Leading and Learning: Chris Estes

In Session is a video series from the Aspen Institute featuring conversations with leaders across its network as they reflect on their personal leadership journeys and share practical insights grounded in their experiences. In the latest episode of In Session, Co-Executive Director of Aspen CSG, Chris Estes talks about centering leadership on mutual benefit, collaboration, and creating intentional spaces for trust and shared learning.

Below is a transcript of the video:

“I think the key element of leadership that I’ve always centered on is finding the mutual benefit. Whether you’re leading an organization and a staff and trying to set a tone that people feel like, “I’m in this and I have an opportunity to grow, develop, or have an impact,” that sense of shared benefit is really key to building a successful organization and team. In the same way, when you’re trying to help communities move forward and improve outcomes, place becomes that shared benefit, that mutual shared benefit.

I’m Chris Estes, co-executive director of the Community Strategies Group, and here are a couple of things I wanted to share about leadership. One of the most important lessons I’ve learned and tried to practice as a leader is avoiding the zero-sum framework—the idea that there is one winner, or if I win someone else loses. That applies both internally as an organizational leader with staff and externally as an organization working with other organizations or communities.

The importance of this is that we never have all the resources we need to do the work we want to do. Whether organizationally, as a community, or across a field, if we’re not maximizing the talents of everybody involved, we’re never going to be as successful. This requires shifting the paradigm away from a scarcity or deficit framework to one that says, “We’re all better off if we can collaborate and maximize.” It takes people working together and recognizing that shared relationships lead to mutual benefit. That, in turn, draws more collective attention to our work and increases collective impact on outcomes.

This collaborative approach also sets a tone that leads to greater buy-in and typically attracts more investment from funders. Funders are often excited to see a synergy of efforts coming together, rather than people being pitted against each other for a single grant or a single piece of credit. So again, avoiding that zero-sum outcome and really centering collaboration, trust-building, and mutual benefit is, in my experience, absolutely key to success.

The second leadership element, both internally and externally, is how to intentionally structure environments that build trust and foster learning. It’s one thing to say “we’re all working together” or “we all matter,” but it requires structure to make sure colleagues and community members can truly learn from one another. That takes real intentionality. How do we create not just a safe space, but a structured space that results in mutual learning?

In practice, this looks like structuring conversations where people share something they’re working on, struggling with, or a question they have, and the rest of the group can only ask questions for the next 15 minutes. No advice, and no advice disguised as a question. This centers the process on learning more about that person’s situation, their organization’s work, or the task at hand. Over 10–15 minutes, people are forced to listen, learn, and engage deeply—not just wait for their turn to make a point. That’s where real peer learning happens.

One of the key elements of being a leader is fine-tuning and asking the right question. And when I say fine-tune, I mean it literally. It’s about getting to a what will it take question that is sharp and focused—not something cosmic like “what will it take to get to world peace,” but rather, “what will it take for this specific change to happen?” Then, you facilitate a process that guides people through their current understanding, pushes them to think and imagine new possibilities, and ends with collective learning and concrete recommendations.

This approach is both an effective communication strategy and, to me, a core act of leadership. It means centering on the right question, listening carefully, and designing discussions that move people forward in a structured way—rather than asking people to brainstorm loosely, which often doesn’t feel safe or yield the best thinking.”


### TASK DIRECTIONS
Look below. Copy each line that has "button" in it.

(EXTRACTED MATERIAL)

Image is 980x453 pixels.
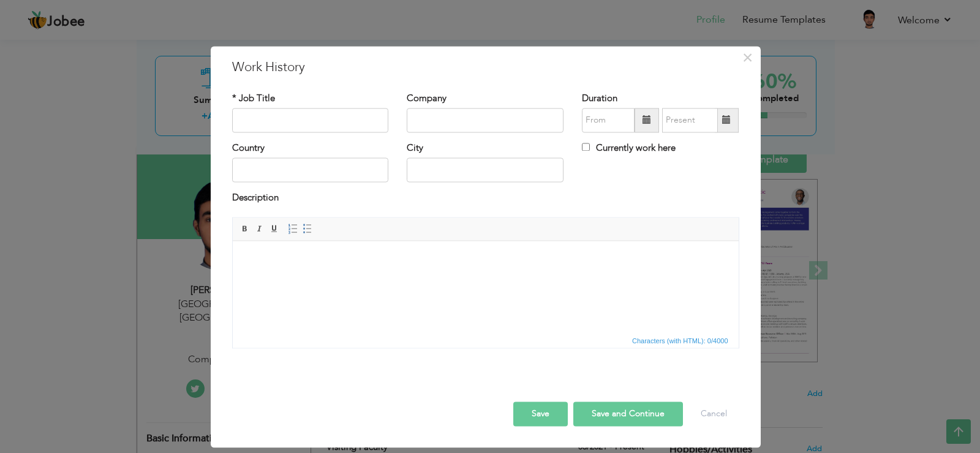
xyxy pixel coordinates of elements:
h3: Work History [232,58,740,77]
label: Duration [582,92,617,105]
button: Save [514,401,568,426]
iframe: Rich Text Editor, workEditor [233,241,739,332]
label: Currently work here [582,141,676,155]
label: * Job Title [232,92,275,105]
label: City [406,141,423,155]
span: Characters (with HTML): 0/4000 [630,335,731,347]
a: Insert/Remove Numbered List [286,222,299,235]
button: Save and Continue [574,401,683,426]
a: Underline [268,222,281,235]
label: Description [232,192,279,205]
a: Insert/Remove Bulleted List [301,222,314,235]
span: × [742,46,753,69]
a: Italic [253,222,266,235]
div: Statistics [630,335,733,347]
button: Cancel [689,401,740,426]
input: Currently work here [582,143,591,151]
input: From [582,108,635,132]
button: Close [739,48,758,67]
label: Company [406,92,447,105]
label: Country [232,141,264,155]
input: Present [662,108,718,132]
a: Bold [239,222,252,235]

(End EXTRACTED MATERIAL)

### RESULT FOR THIS TASK
button: Save [514,401,568,426]
button: Save and Continue [574,401,683,426]
button: Cancel [689,401,740,426]
button: Close [739,48,758,67]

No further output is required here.